I think a deeper understanding of class would have come with this ending: Chris Evans, despite being appalled that there are kids in the engine, decides to close the door rather than driving his arm into the spokes to rescue them. Then he’d be making the same choice we make all the time. We choose a certain level of comfort despite knowing the labour that sustains it. We buy chocolate and smartphones, and expensive yoga pants, while maybe just not thinking about who’s producing those things, and how much they’re being paid. We’re meant to relate to Chris Evans/Daveed Diggs’ character, but if you watched it on a computer, and if you’re reading The Spinoff, it’s more likely that you’re Tilda Swinton’s.
Though we’re victims of the class system, we’re not the worst hit. It’s the middle of the chain that links the two ends together. We’re the ones funnelling money up the line. There’s a point in the movie where the Chris Evans Gang has been ambushed by the upper-class cronies. Tilda Swinton picks up a gun, gets it kicked out of her hands, and says, “It wasn’t me. It wasn’t me.” A lot of the discourse around class and capitalism seems to absolve the middle class of guilt. As Swinton’s character says, there are shoes and hats. But what about the gloves that consume the products made by exploited labour forces, and pass the profits along? The wealth divide is a scandal that we, as a society, both suffer from and protect.

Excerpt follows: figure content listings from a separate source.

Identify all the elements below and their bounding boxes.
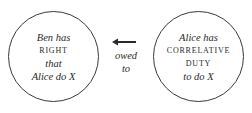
- right-circle-line4: to do X: [183, 70, 213, 83]
- right-holder-circle: Ben has right that Alice do X: [8, 11, 99, 102]
- left-circle-line2: right: [39, 44, 67, 57]
- connector-label-line1: owed: [108, 49, 144, 62]
- left-circle-line1: Ben has: [37, 31, 71, 44]
- left-circle-line4: Alice do X: [32, 70, 76, 83]
- duty-bearer-circle: Alice has correlative duty to do X: [153, 11, 244, 102]
- connector-label: owed to: [108, 49, 144, 75]
- right-circle-line3: duty: [186, 57, 211, 70]
- right-circle-line1: Alice has: [179, 31, 218, 44]
- arrow-left-icon: [112, 38, 136, 46]
- left-circle-line3: that: [45, 57, 61, 70]
- connector-label-line2: to: [108, 62, 144, 75]
- right-circle-line2: correlative: [167, 44, 230, 57]
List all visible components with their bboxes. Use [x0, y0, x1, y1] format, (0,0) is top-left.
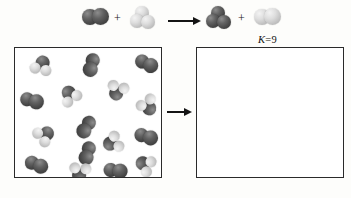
k-value: 9 [272, 34, 278, 45]
molecule-dark-diatomic [16, 89, 48, 120]
molecule-dark-diatomic [73, 49, 104, 81]
reaction-equation: + + [0, 4, 351, 36]
equilibrium-mixture-box[interactable] [196, 47, 344, 178]
atom-dark [217, 15, 231, 29]
equilibrium-constant-label: K=9 [258, 34, 277, 45]
equation-reactant-2-light-triatomic [130, 4, 164, 32]
molecule-dark-diatomic [101, 160, 131, 177]
molecule-mixed-triatomic [131, 147, 161, 177]
atom-dark [92, 8, 109, 25]
equation-product-1-dark-triatomic [206, 4, 240, 32]
molecule-mixed-triatomic [100, 72, 133, 103]
box-transition-arrow-icon [167, 108, 193, 117]
molecule-mixed-triatomic [56, 79, 91, 113]
atom-dark [111, 162, 128, 177]
initial-mixture-box [14, 47, 162, 178]
molecule-mixed-triatomic [128, 88, 161, 122]
atom-light [39, 64, 53, 78]
equation-plus-2: + [238, 11, 245, 26]
right-box-molecules [197, 48, 343, 177]
molecule-dark-diatomic [19, 152, 53, 177]
atom-light [264, 8, 281, 25]
atom-light [141, 15, 155, 29]
molecule-mixed-triatomic [27, 53, 59, 84]
equation-product-2-light-diatomic [254, 4, 288, 32]
molecule-dark-diatomic [129, 50, 161, 83]
molecule-mixed-triatomic [63, 156, 93, 177]
left-box-molecules [15, 48, 161, 177]
molecule-mixed-triatomic [27, 120, 62, 155]
equation-plus-1: + [114, 11, 121, 26]
reaction-arrow-icon [168, 17, 202, 26]
equation-reactant-1-dark-diatomic [82, 4, 116, 32]
molecule-mixed-triatomic [98, 124, 129, 157]
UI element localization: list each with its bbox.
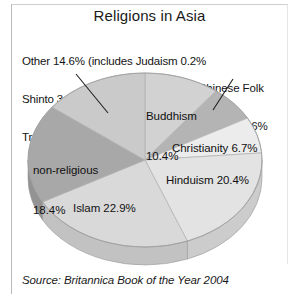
slice-label-christianity: Christianity 6.7% (172, 142, 257, 155)
source-note: Source: Britannica Book of the Year 2004 (22, 274, 229, 286)
chart-figure: Religions in Asia Other 14.6% (includes … (0, 0, 291, 296)
slice-label-buddhism-line-1: Buddhism (146, 110, 197, 123)
slice-label-hinduism: Hinduism 20.4% (166, 174, 249, 187)
slice-label-islam: Islam 22.9% (73, 202, 136, 215)
slice-label-non-religious-line-1: non-religious (33, 164, 98, 177)
slice-label-non-religious: non-religious 18.4% (33, 138, 98, 244)
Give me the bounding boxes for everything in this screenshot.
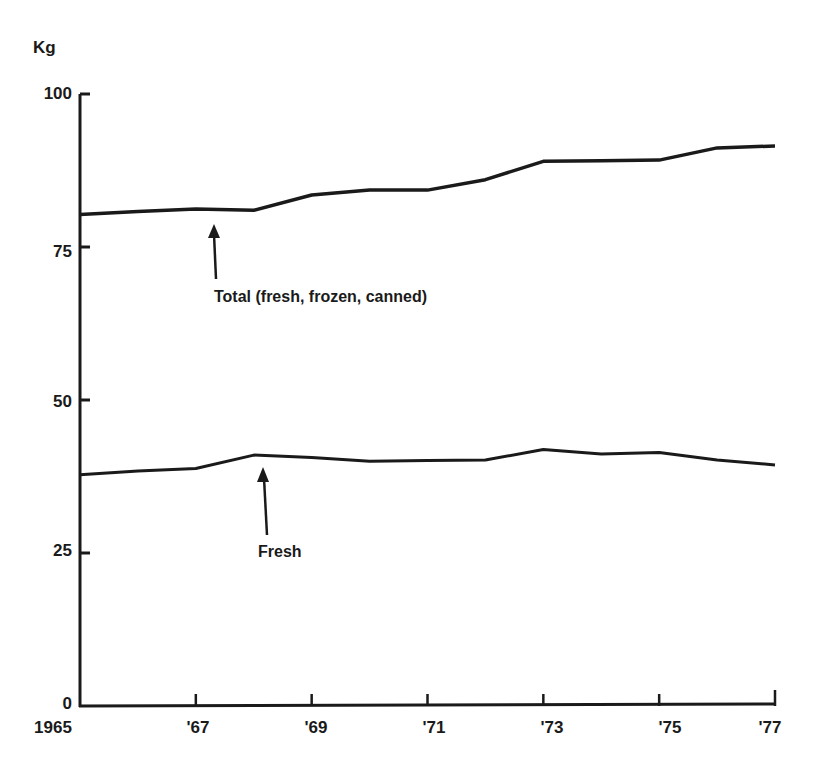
x-tick-label-69: '69 — [286, 718, 346, 738]
fresh-series-line — [80, 450, 775, 475]
y-tick-label-25: 25 — [22, 541, 72, 561]
y-axis-unit-label: Kg — [33, 38, 56, 58]
x-tick-label-1965: 1965 — [23, 718, 83, 738]
total-series-label: Total (fresh, frozen, canned) — [214, 288, 427, 306]
y-tick-label-100: 100 — [22, 84, 72, 104]
x-tick-label-67: '67 — [168, 718, 228, 738]
x-tick-label-73: '73 — [522, 718, 582, 738]
y-tick-label-0: 0 — [22, 694, 72, 714]
x-tick-label-71: '71 — [404, 718, 464, 738]
data-series — [80, 146, 775, 475]
x-tick-label-75: '75 — [640, 718, 700, 738]
total-annotation-arrow — [208, 224, 220, 279]
fresh-annotation-arrow — [257, 467, 269, 535]
total-series-line — [80, 146, 775, 215]
line-chart — [0, 0, 823, 780]
x-tick-label-77: '77 — [740, 718, 800, 738]
y-tick-label-50: 50 — [22, 392, 72, 412]
y-tick-label-75: 75 — [22, 242, 72, 262]
fresh-series-label: Fresh — [258, 543, 302, 561]
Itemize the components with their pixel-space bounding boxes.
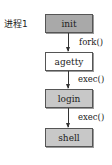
edge-label-exec-2: exec()	[78, 112, 104, 122]
arrow-init-to-agetty	[68, 33, 69, 51]
node-agetty: agetty	[45, 52, 93, 71]
node-login-label: login	[58, 94, 81, 104]
node-shell-label: shell	[58, 133, 80, 143]
arrow-agetty-to-login	[68, 71, 69, 88]
arrow-login-to-shell	[68, 108, 69, 127]
node-agetty-label: agetty	[55, 57, 84, 67]
node-shell: shell	[45, 128, 93, 147]
edge-label-exec-1: exec()	[78, 74, 104, 84]
node-init: init	[45, 14, 93, 33]
edge-label-fork: fork()	[79, 37, 103, 47]
node-init-label: init	[61, 19, 76, 29]
process-1-label: 进程1	[4, 17, 28, 30]
node-login: login	[45, 89, 93, 108]
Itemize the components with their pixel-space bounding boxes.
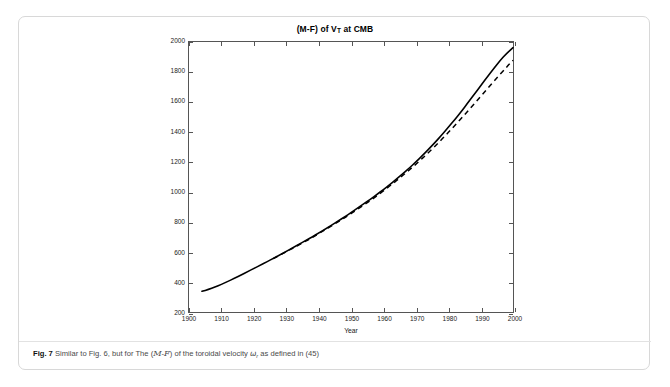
caption-text-middle: ) of the toroidal velocity	[170, 349, 250, 358]
x-tick-label: 1920	[247, 315, 261, 322]
figure-caption: Fig. 7 Similar to Fig. 6, but for The (M…	[33, 348, 633, 362]
x-axis-label: Year	[188, 327, 514, 334]
y-tick-label: 1600	[171, 97, 185, 104]
x-tick-label: 1960	[377, 315, 391, 322]
x-tick-label: 2000	[508, 315, 522, 322]
y-tick-label: 1000	[171, 188, 185, 195]
series-solid-line	[202, 48, 513, 292]
x-tick-label: 1940	[312, 315, 326, 322]
chart-plot-area: (M-F) of VT at CMB 200400600800100012001…	[19, 17, 651, 327]
x-tick-label: 1970	[410, 315, 424, 322]
x-tick-label: 1950	[345, 315, 359, 322]
y-tick-label: 1800	[171, 67, 185, 74]
chart-axes-frame: 200400600800100012001400160018002000 190…	[188, 41, 514, 313]
y-tick-label: 1200	[171, 158, 185, 165]
caption-divider	[19, 341, 651, 342]
chart-title: (M-F) of VT at CMB	[19, 24, 651, 34]
caption-symbol-m: M	[153, 348, 161, 358]
chart-title-main: (M-F) of V	[297, 24, 337, 34]
chart-title-tail: at CMB	[341, 24, 373, 34]
x-tick-mark-top	[515, 42, 516, 46]
y-tick-label: 1400	[171, 128, 185, 135]
x-tick-label: 1900	[182, 315, 196, 322]
y-tick-label: 800	[174, 218, 185, 225]
x-tick-label: 1930	[280, 315, 294, 322]
caption-text-before: Similar to Fig. 6, but for The (	[55, 349, 153, 358]
y-tick-label: 400	[174, 279, 185, 286]
x-tick-label: 1980	[443, 315, 457, 322]
y-tick-label: 600	[174, 249, 185, 256]
y-tick-label: 2000	[171, 37, 185, 44]
figure-card: (M-F) of VT at CMB 200400600800100012001…	[18, 16, 650, 370]
x-tick-label: 1990	[475, 315, 489, 322]
chart-curves	[189, 42, 513, 312]
x-tick-label: 1910	[214, 315, 228, 322]
caption-text-after: as defined in (45)	[258, 349, 319, 358]
figure-label: Fig. 7	[33, 349, 53, 358]
x-tick-mark	[515, 308, 516, 312]
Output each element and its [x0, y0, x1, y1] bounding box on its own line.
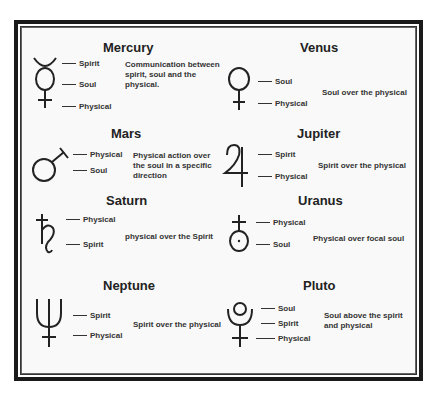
label-spirit: Spirit [66, 240, 103, 249]
saturn-symbol-icon [34, 212, 60, 254]
label-spirit: Spirit [258, 150, 295, 159]
planet-description: Spirit over the physical [133, 320, 233, 330]
planet-description: Communication between spirit, soul and t… [125, 60, 220, 90]
planet-title: Pluto [303, 278, 336, 293]
planet-description: physical over the Spirit [125, 232, 225, 242]
planet-description: Spirit over the physical [318, 161, 418, 171]
label-physical: Physical [62, 102, 111, 111]
label-physical: Physical [73, 150, 122, 159]
label-soul: Soul [258, 77, 292, 86]
planet-title: Jupiter [297, 126, 340, 141]
label-soul: Soul [261, 304, 295, 313]
label-physical: Physical [66, 215, 115, 224]
label-physical: Physical [256, 334, 310, 343]
planet-title: Uranus [298, 193, 343, 208]
pluto-symbol-icon [226, 301, 254, 349]
label-spirit: Spirit [261, 319, 298, 328]
venus-symbol-icon [225, 66, 253, 112]
mercury-symbol-icon [30, 56, 60, 110]
uranus-symbol-icon [226, 214, 252, 254]
label-physical: Physical [258, 172, 307, 181]
label-physical: Physical [258, 99, 307, 108]
label-soul: Soul [62, 80, 96, 89]
label-physical: Physical [73, 331, 122, 340]
planet-description: Physical over focal soul [313, 234, 413, 244]
planet-title: Neptune [103, 278, 155, 293]
planet-title: Venus [300, 40, 338, 55]
jupiter-symbol-icon [222, 143, 252, 189]
label-spirit: Spirit [73, 311, 110, 320]
mars-symbol-icon [30, 146, 72, 184]
label-physical: Physical [256, 218, 305, 227]
planet-description: Soul above the spirit and physical [324, 311, 412, 331]
label-soul: Soul [256, 240, 290, 249]
neptune-symbol-icon [34, 297, 64, 349]
planet-description: Physical action over the soul in a speci… [133, 151, 215, 181]
planet-title: Mars [111, 126, 141, 141]
label-soul: Soul [73, 166, 107, 175]
planet-title: Mercury [103, 40, 154, 55]
planet-description: Soul over the physical [322, 88, 412, 98]
label-spirit: Spirit [62, 59, 99, 68]
planet-title: Saturn [106, 193, 147, 208]
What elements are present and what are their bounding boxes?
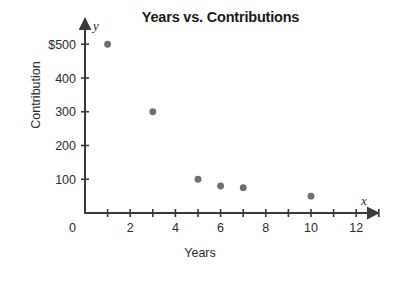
data-point-1 [149,108,156,115]
origin-label: 0 [69,221,76,235]
data-point-0 [104,41,111,48]
y-tick-label-400: 400 [55,72,76,86]
x-tick-label-6: 6 [217,221,224,235]
data-point-4 [240,184,247,191]
scatter-chart: Years vs. Contributions Contribution Yea… [0,0,397,284]
plot-area: 24681012$5004003002001000 yx [0,0,397,284]
x-tick-label-8: 8 [262,221,269,235]
tick-labels-group: 24681012$5004003002001000 [48,38,363,235]
data-point-5 [308,193,315,200]
ticks-group [81,44,379,217]
x-tick-label-2: 2 [127,221,134,235]
data-point-2 [195,176,202,183]
x-tick-label-4: 4 [172,221,179,235]
x-tick-label-12: 12 [349,221,363,235]
x-tick-label-10: 10 [304,221,318,235]
axes-group [85,28,369,213]
y-tick-label-500: $500 [48,38,76,52]
y-axis-variable: y [91,18,99,33]
y-tick-label-100: 100 [55,173,76,187]
data-point-3 [217,183,224,190]
axis-variable-labels: yx [91,18,367,208]
y-tick-label-300: 300 [55,105,76,119]
y-tick-label-200: 200 [55,139,76,153]
x-axis-variable: x [360,193,367,208]
data-points-group [104,41,314,200]
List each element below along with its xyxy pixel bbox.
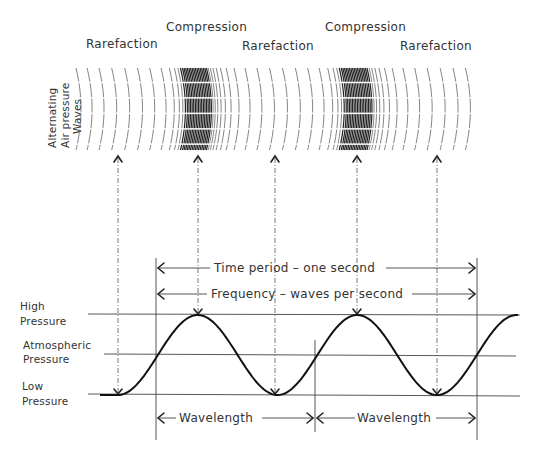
frequency-label: Frequency – waves per second <box>211 287 403 301</box>
atmospheric-pressure-line <box>104 354 516 356</box>
pressure-arc <box>282 68 287 150</box>
label-compression-2: Compression <box>325 20 406 34</box>
pressure-arc <box>138 68 143 150</box>
pressure-arc <box>453 68 458 150</box>
pressure-arc <box>403 68 408 150</box>
pressure-arc <box>384 68 389 150</box>
pressure-arc <box>257 68 262 150</box>
pressure-arc <box>245 68 250 150</box>
pressure-arc <box>328 68 333 150</box>
pressure-arc <box>87 68 92 150</box>
label-rarefaction-2: Rarefaction <box>242 39 314 53</box>
pressure-arc <box>465 68 470 150</box>
pressure-arc <box>169 68 174 150</box>
side-label-air-pressure-waves: Alternating Air pressure Waves <box>46 82 83 148</box>
pressure-arc <box>150 68 155 150</box>
label-high: High <box>20 300 45 312</box>
label-low-pressure: Pressure <box>22 395 68 407</box>
time-period-label: Time period – one second <box>213 261 375 275</box>
pressure-arc <box>427 68 432 150</box>
frequency-dimension: Frequency – waves per second <box>158 287 475 301</box>
sound-wave-diagram: Rarefaction Compression Rarefaction Comp… <box>0 0 540 458</box>
wavelength-dimension-1: Wavelength <box>158 411 313 425</box>
pressure-arc <box>375 68 380 150</box>
label-atmospheric-pressure: Pressure <box>23 353 69 365</box>
label-atmospheric: Atmospheric <box>23 339 91 351</box>
pressure-wave-arcs <box>76 68 470 150</box>
pressure-arc <box>178 68 183 150</box>
pressure-arc <box>216 68 221 150</box>
pressure-arc <box>234 68 239 150</box>
pressure-arc <box>308 68 313 150</box>
pressure-arc <box>392 68 397 150</box>
pressure-arc <box>319 68 324 150</box>
side-label-line-2: Air pressure <box>59 82 71 148</box>
pressure-arc <box>269 68 274 150</box>
wavelength-1-label: Wavelength <box>179 411 253 425</box>
side-label-line-1: Alternating <box>46 88 58 148</box>
pressure-arc <box>333 68 338 150</box>
pressure-arc <box>226 68 231 150</box>
pressure-arc <box>295 68 300 150</box>
pressure-arc <box>174 68 179 150</box>
label-rarefaction-1: Rarefaction <box>86 37 158 51</box>
label-low: Low <box>22 380 43 392</box>
pressure-arc <box>112 68 117 150</box>
high-pressure-line <box>88 314 520 315</box>
pressure-arc <box>415 68 420 150</box>
label-high-pressure: Pressure <box>20 315 66 327</box>
time-period-dimension: Time period – one second <box>158 261 475 275</box>
pressure-arc <box>161 68 166 150</box>
wavelength-2-label: Wavelength <box>357 411 431 425</box>
pressure-arc <box>125 68 130 150</box>
pressure-arc <box>440 68 445 150</box>
low-pressure-line <box>88 394 520 396</box>
phase-markers <box>114 156 441 394</box>
pressure-arc <box>337 68 342 150</box>
label-compression-1: Compression <box>166 20 247 34</box>
pressure-arc <box>99 68 104 150</box>
wavelength-dimension-2: Wavelength <box>317 411 475 425</box>
label-rarefaction-3: Rarefaction <box>400 39 472 53</box>
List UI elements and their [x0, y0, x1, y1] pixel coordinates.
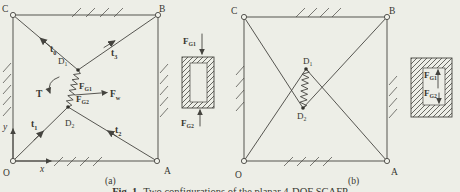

The film suggests that class is written into our DNA; that when there’s only a handful of people left alive at the end of the world, class will remain with us. The film wraps up with a hopeful shot of a polar bear, to suggest that nature is healing and humanity might kick on a little longer. This felt like a sudden divergence. Neither the film nor the series sets us up to wonder if humanity will survive, but whether the class system will follow us, right to the bitter end.
You can watch Snowpiercer (both the film and the series) on Netflix now.